I looked after him before Julian reclaimed my attention. He pressed his finger to my bottom lip, preventing me from biting myself, before he asked, “Who knows about this medication?”

“They…” Why did they look so serious? “My parents, my doctor… Finn.”

“Finn knows?” Julian asked, and the room grew even icier. “How did he get involved?”

“It started after I woke up in the hospital after… everything.” My skin was flush with heat, and my cheeks had to be bright red. I couldn’t look at any of them. “My parents like him and we were friends. Once he got his driver’s license, he took me to my weekly appointments. He can be very nosy.” I looked pointedly toward Damen. They were somewhat alike in this regard.

“You have to go to the doctor every week?” Julian repeated. “For what?”

“They…” A vitriol of hostility turned in my stomach, and my teeth clenched. “They want me to talk, but I won’t give in.”

“Talk about what?” His words echoed through my head.

The knot exploded through my chest in a surge of electricity, and I glared at him. “Nothing!” I growled. Why couldn’t people leave this well enough alone? “I’m fine!”

“Bianca…” Julian’s voice was a soothing calm over my misplaced anger. “There’s no reason to be upset. We won’t let anyone hurt you.”

He didn’t know what he was talking about. But, upon seeing the sincerity in his features, I could tell that he believed in his own words at least.

“Sure…” I remained unconvinced. My thoughts raced to distract him, to latch on to any other topic. “What’s so important about the marks?”

There was a short silence, or maybe it was the suffocating muffling in my ears, before it was broken by Julian’s defeated sigh. I looked to my knees as his, and Miles’s, shadows dropped from the peripheral of my vision, and Damen moved into the space. He sat, leg crossed in front of him, as he faced me.

He didn’t speak at first, though, and instead took my right hand and held it in his. I did not fight back as he held my fingers and allowed my touch to graze across his chest.

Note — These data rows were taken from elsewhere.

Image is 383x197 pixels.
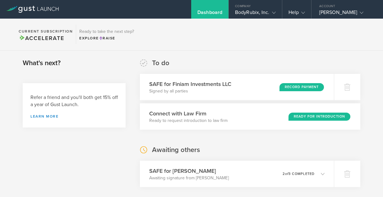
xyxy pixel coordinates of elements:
[30,94,118,109] h3: Refer a friend and you'll both get 15% off a year of Gust Launch.
[79,30,134,34] h3: Ready to take the next step?
[285,172,289,176] em: of
[149,175,229,182] p: Awaiting signature from [PERSON_NAME]
[289,9,305,19] div: Help
[152,59,169,68] h2: To do
[280,83,324,91] div: Record Payment
[140,74,334,100] div: SAFE for Finiam Investments LLCSigned by all partiesRecord Payment
[149,80,231,88] h3: SAFE for Finiam Investments LLC
[235,9,276,19] div: BodyRubix, Inc.
[197,9,222,19] div: Dashboard
[149,88,231,95] p: Signed by all parties
[149,118,228,124] p: Ready to request introduction to law firm
[99,36,115,40] span: Raise
[23,59,61,68] h2: What's next?
[149,110,228,118] h3: Connect with Law Firm
[319,9,372,19] div: [PERSON_NAME]
[283,173,315,176] p: 2 3 completed
[149,167,229,175] h3: SAFE for [PERSON_NAME]
[76,25,137,44] div: Ready to take the next step?ExploreRaise
[19,30,73,33] h2: Current Subscription
[140,104,360,130] div: Connect with Law FirmReady to request introduction to law firmReady for Introduction
[79,35,134,41] div: Explore
[289,113,350,121] div: Ready for Introduction
[30,115,118,118] a: Learn more
[19,35,64,42] span: Accelerate
[152,146,200,155] h2: Awaiting others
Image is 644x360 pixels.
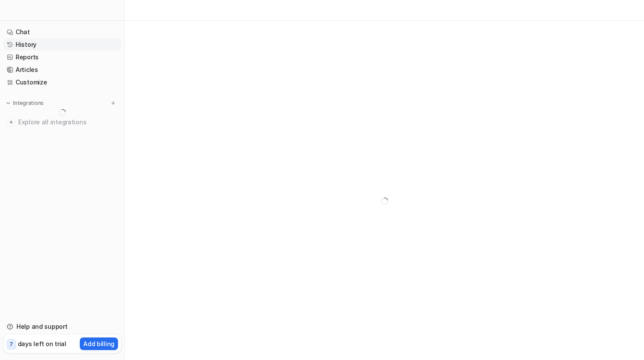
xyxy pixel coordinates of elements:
img: menu_add.svg [110,100,116,106]
a: Help and support [4,321,121,333]
img: expand menu [5,100,11,106]
a: Articles [4,64,121,76]
a: Reports [4,51,121,63]
a: Explore all integrations [4,116,121,128]
p: Add billing [83,340,114,349]
p: Integrations [13,100,44,107]
button: Integrations [4,99,46,107]
a: Customize [4,76,121,88]
a: Chat [4,26,121,38]
p: days left on trial [18,340,66,349]
button: Add billing [80,338,118,350]
img: explore all integrations [7,118,15,126]
a: History [4,39,121,51]
p: 7 [10,341,13,349]
span: Explore all integrations [18,115,117,129]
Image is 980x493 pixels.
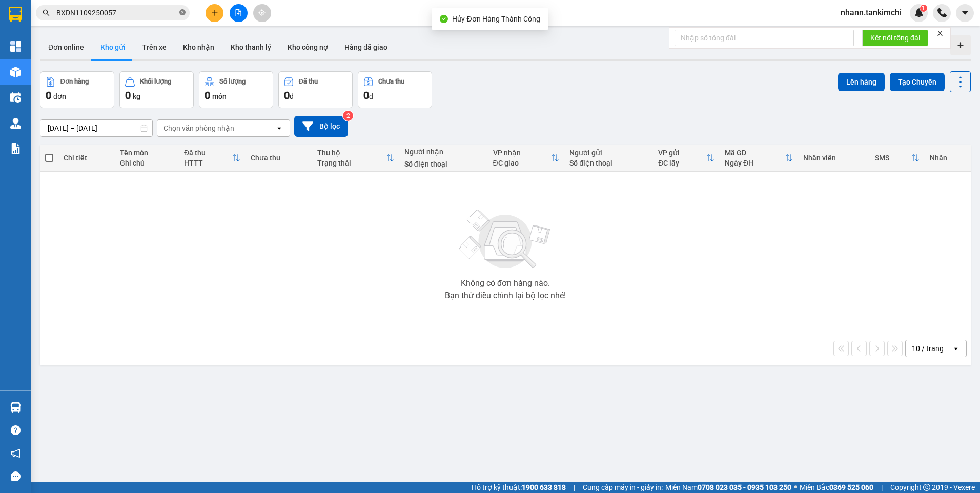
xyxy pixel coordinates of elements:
span: ⚪️ [794,485,797,489]
span: nhann.tankimchi [833,6,910,19]
div: Số điện thoại [405,160,483,168]
button: Hàng đã giao [336,35,396,59]
button: file-add [230,4,248,22]
strong: 1900 633 818 [522,483,566,492]
button: Kho nhận [175,35,222,59]
th: Toggle SortBy [313,144,400,172]
img: warehouse-icon [10,67,21,77]
span: đ [289,92,294,100]
span: close [937,30,944,37]
span: | [881,482,883,493]
div: 10 / trang [912,344,944,353]
input: Nhập số tổng đài [675,30,854,46]
button: Khối lượng0kg [120,71,193,108]
button: Số lượng0món [199,71,273,108]
div: Tạo kho hàng mới [950,35,971,55]
button: Kho công nợ [279,35,336,59]
span: close-circle [179,9,185,16]
div: Thu hộ [317,149,386,157]
span: Miền Bắc [800,482,874,493]
span: aim [258,9,266,16]
span: đơn [54,92,66,100]
button: plus [205,4,223,22]
span: 0 [125,89,131,101]
div: Số điện thoại [569,159,648,167]
sup: 2 [343,111,353,121]
div: Chọn văn phòng nhận [164,123,234,133]
div: Không có đơn hàng nào. [461,279,550,287]
span: | [574,482,575,493]
button: Lên hàng [838,73,885,91]
div: Khối lượng [140,78,171,85]
span: 0 [45,89,51,101]
span: check-circle [440,15,448,23]
span: close-circle [179,8,185,18]
span: plus [211,9,218,16]
button: Tạo Chuyến [890,73,945,91]
span: copyright [923,483,930,491]
div: Ghi chú [120,159,174,167]
div: Đã thu [184,149,232,157]
button: Đã thu0đ [278,71,353,108]
div: Chưa thu [251,154,307,162]
th: Toggle SortBy [870,144,925,172]
th: Toggle SortBy [720,144,798,172]
span: 0 [284,89,289,101]
th: Toggle SortBy [488,144,565,172]
div: Nhân viên [804,154,865,162]
button: Kho thanh lý [222,35,279,59]
span: Hủy Đơn Hàng Thành Công [452,15,539,23]
button: Kho gửi [92,35,134,59]
img: warehouse-icon [10,402,21,413]
svg: open [952,344,960,352]
button: Kết nối tổng đài [862,30,929,46]
div: Chi tiết [63,154,109,162]
div: Nhãn [930,154,966,162]
strong: 0369 525 060 [830,483,874,492]
div: Đơn hàng [60,78,89,85]
span: caret-down [961,8,970,17]
span: search [42,9,50,16]
div: Chưa thu [378,78,405,85]
button: aim [253,4,271,22]
button: caret-down [956,4,974,22]
span: 1 [922,4,925,12]
div: HTTT [184,159,232,167]
span: Cung cấp máy in - giấy in: [583,482,663,493]
button: Trên xe [134,35,175,59]
div: Trạng thái [317,159,386,167]
div: Đã thu [299,78,318,85]
span: Hỗ trợ kỹ thuật: [472,482,566,493]
div: ĐC giao [493,159,551,167]
div: Tên món [120,149,174,157]
div: Số lượng [220,78,246,85]
img: warehouse-icon [10,117,21,129]
div: Ngày ĐH [725,159,785,167]
input: Tìm tên, số ĐT hoặc mã đơn [57,7,177,19]
span: notification [10,448,21,458]
span: Kết nối tổng đài [871,32,920,44]
div: Mã GD [725,149,785,157]
img: solution-icon [10,144,21,154]
div: ĐC lấy [659,159,706,167]
button: Bộ lọc [294,116,348,137]
sup: 1 [920,4,927,12]
span: Miền Nam [665,482,792,493]
input: Select a date range. [40,120,153,136]
span: file-add [235,9,242,16]
div: Người nhận [405,147,483,155]
img: icon-new-feature [915,8,923,17]
button: Đơn hàng0đơn [40,71,115,108]
div: VP gửi [659,149,706,157]
img: svg+xml;base64,PHN2ZyBjbGFzcz0ibGlzdC1wbHVnX19zdmciIHhtbG5zPSJodHRwOi8vd3d3LnczLm9yZy8yMDAwL3N2Zy... [454,203,557,275]
th: Toggle SortBy [179,144,246,172]
div: VP nhận [493,149,551,157]
th: Toggle SortBy [653,144,720,172]
span: món [212,92,226,100]
strong: 0708 023 035 - 0935 103 250 [698,483,792,492]
span: question-circle [10,425,21,435]
span: 0 [363,89,369,101]
button: Chưa thu0đ [358,71,432,108]
img: warehouse-icon [10,92,21,103]
span: kg [132,92,141,100]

“Do you feel this?” he asked as a vibrating hum gathered in the palm of my hand. With every passing second, it grew stronger, moving steadily down my arms in a slow-moving current. My skin grew hot, and a pulse radiating from my own mark began to match to his.

I caught his waiting gaze, yet I couldn’t seem to respond.

However, he didn’t need words. “This happens because you’remeant to be with us,” he said. “You’re Mu—the missing member of our quintet. That mark on your chest proves it.”

Any excitement I started to feel was instantly squashed. It would be too easy to wish for that to be true, but it was also a terrifying thought.

I believed I’d finally found friends as Bianca. Not because of this thing I hardly understood.

I leaned back, bracing myself, and I lowered my hands over my blanket-covered knees.

“Oh.” I forced myself to smile. My anxiety was causing my thoughts to tumble as the pressure surmounted, and the last of my waning confidence vanished. Even if what Damen said was true, I would never be able to measure up to them. “That explains a lot.”

“Why are you upset?” Damen asked.

I shrugged. It was just another blow to deal with, another challenge.

Titus had returned, standing at the foot of the bed, and I could feel everyone paying full attention to me, gauging my reaction.

What did they want me to do?

This wasn’t what I wanted.

“I need to go to the bathroom.” The walls were closing in around me, and I fought to ignore the pounding in my ears as I pushed the thick blanket off my legs. They all stepped forward, but I ignored them, dodging their attempts to help me stand.

The light was growing dim, and it wasn’t until I padded across the plush rugs and closed the door behind me that I was able to breathe again.

They had no choice but to like me. I was only a replacement Bailey—the one they’d lost. Bianca didn’t matter at all.

I knewthey were talking about me, and I couldn’t blame them.